You can see, therefore, how even this short inserted scene can contribute our perception of the novel. I think it provides even more room for imaginative theories on the part of the reader, since they now have even more to work and to speculate upon, as well as the ability to make more sense out of the motives of Lord Warburton, who is otherwise subject only to the condemnation and frustrated assumptions of the rest of the characters in the novel.

I am, of course, very curious to hear what you think about the issue of more or less clarity, and how adding more depth to characters may either reduce or increase the amount of mystery in the story!

Comments

Anne Dalke's picture

A Desire for the Definitive?



aseidman--
I'm impressed: I think you do a lovely job evoking both Pansy's "doll-like" character and Warburton's bemused interest (and disinterest!) in her; you make explicit, in really quite Jamesian-like prose, what is only hinted @ in the gaps of the novel itself. Pansy's "playing with exquisitely plain perfection," even down to the "posture" of her "present" "performance" (all those "p's" and yet no passion!) is so nicely rendered that I can't tell whether I'm reading parody or the thing itself.

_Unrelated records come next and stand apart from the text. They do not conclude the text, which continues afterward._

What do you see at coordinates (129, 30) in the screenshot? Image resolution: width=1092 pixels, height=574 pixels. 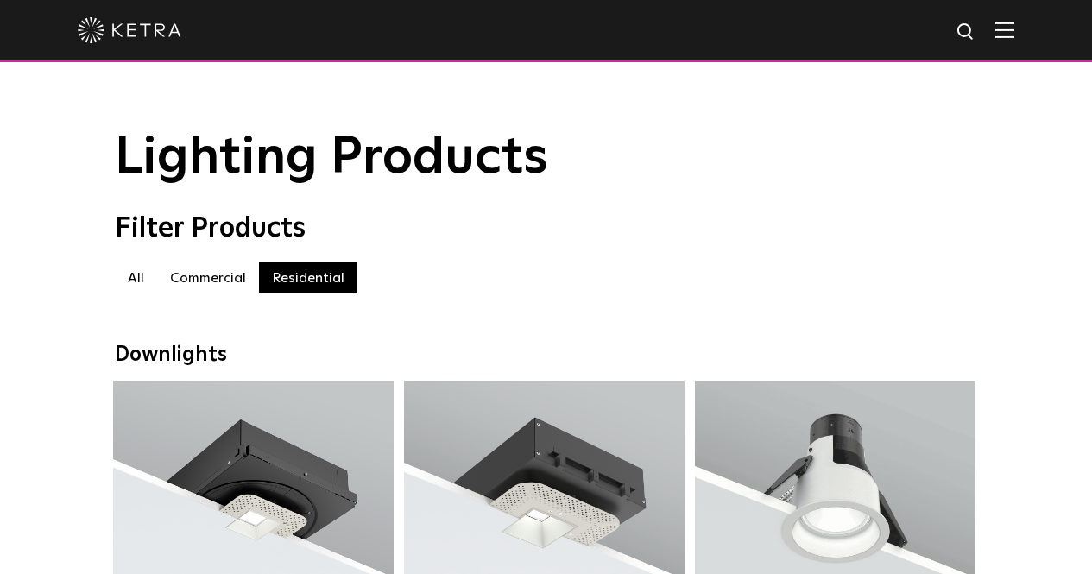 I see `img: ketra-logo-2019-white` at bounding box center [129, 30].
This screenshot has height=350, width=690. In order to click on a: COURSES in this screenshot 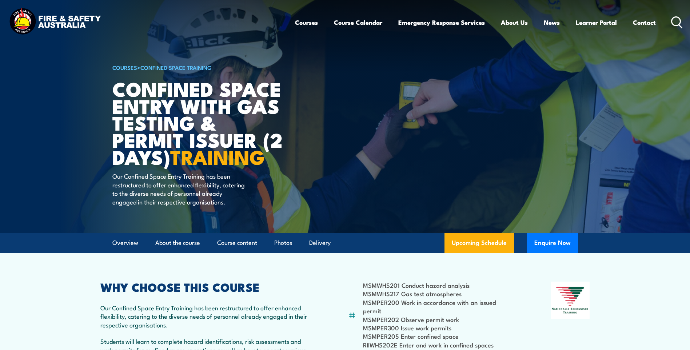, I will do `click(125, 67)`.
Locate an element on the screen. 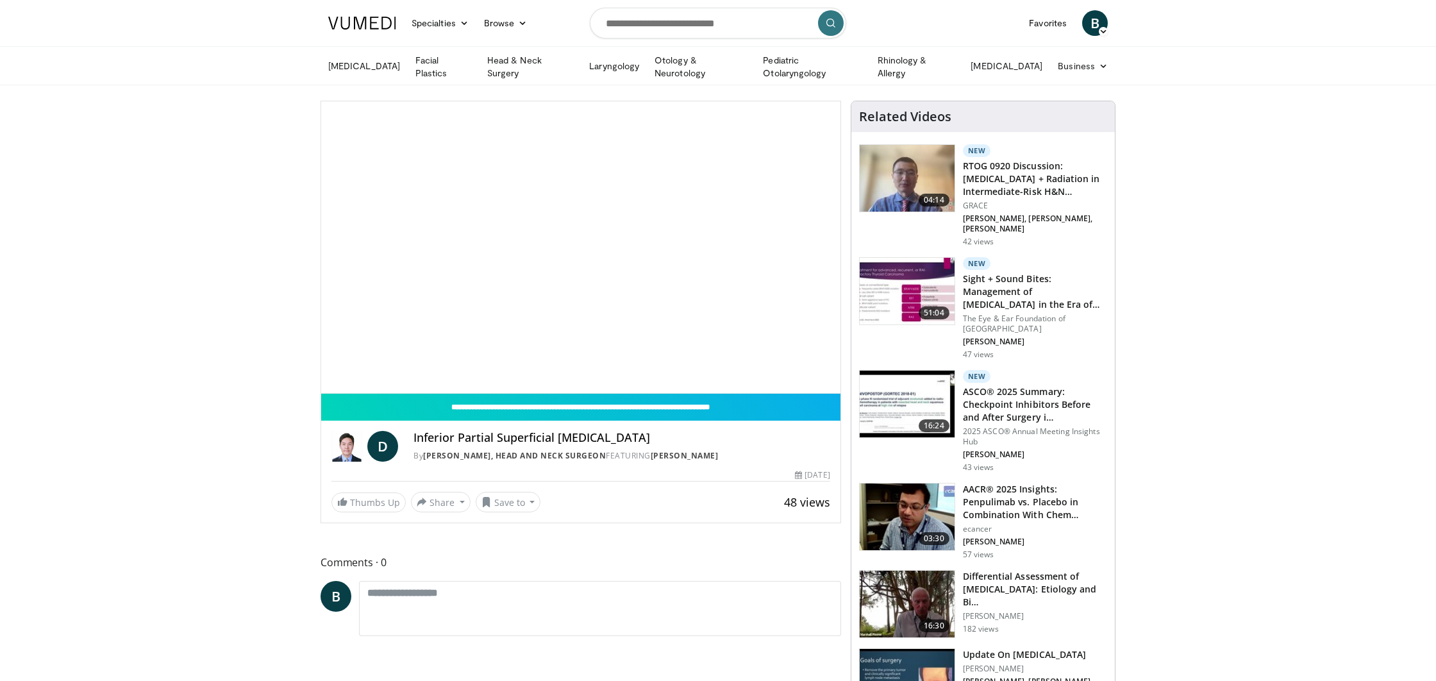 Image resolution: width=1436 pixels, height=681 pixels. span: 04:14 is located at coordinates (934, 200).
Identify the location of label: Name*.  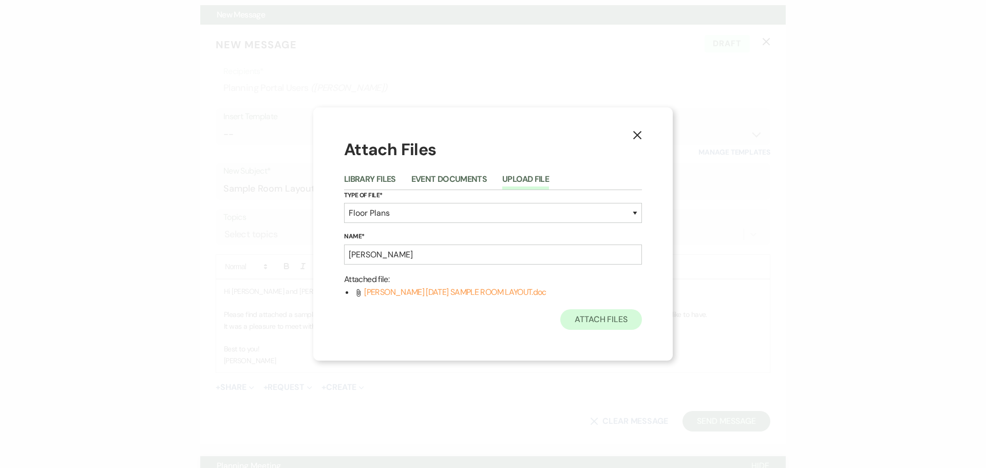
(493, 237).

Your use of the image-and-implications of a doll-like figure is of particular interest to me (and may be to you) because I've just discovered that, in one of the most surreal versions of Alice in Wonderland,  -- Jan Svankmajer's 1988 film, Neco z Alenky -- Alice literally turns into a doll whenever she shrinks in size. So you've got me thinking now of a range of possible connections betwixt and between this Alice, Sontag's Alice in Bed, Alice James, her brother Harry, and Harry's creations, Isabel and Pansy. It occurs to me, among other things, that Pansy is what isabel might have been, had Osmond "gotten to her" sooner.

And yet! as much as I admire your writing, and your experiment, I do find myself somewhat puzzled and amazed by all the gap-filling that's been going on 'round here! MissArcher2 has imagined the spaces inbetween by filling them with images; exsoloadsolem has highlighted the explicitness Joyce Carol Oates has brought to James's horror story; fabelhaft has also  clarified the ambiguity of The Turn of the Screw by reading it through the lens of Buffy the Vampire Slayer. Is all this filling-in the result only of the academic need to explicate? Or the result of something larger, and more largely human, our desire for definitive answers?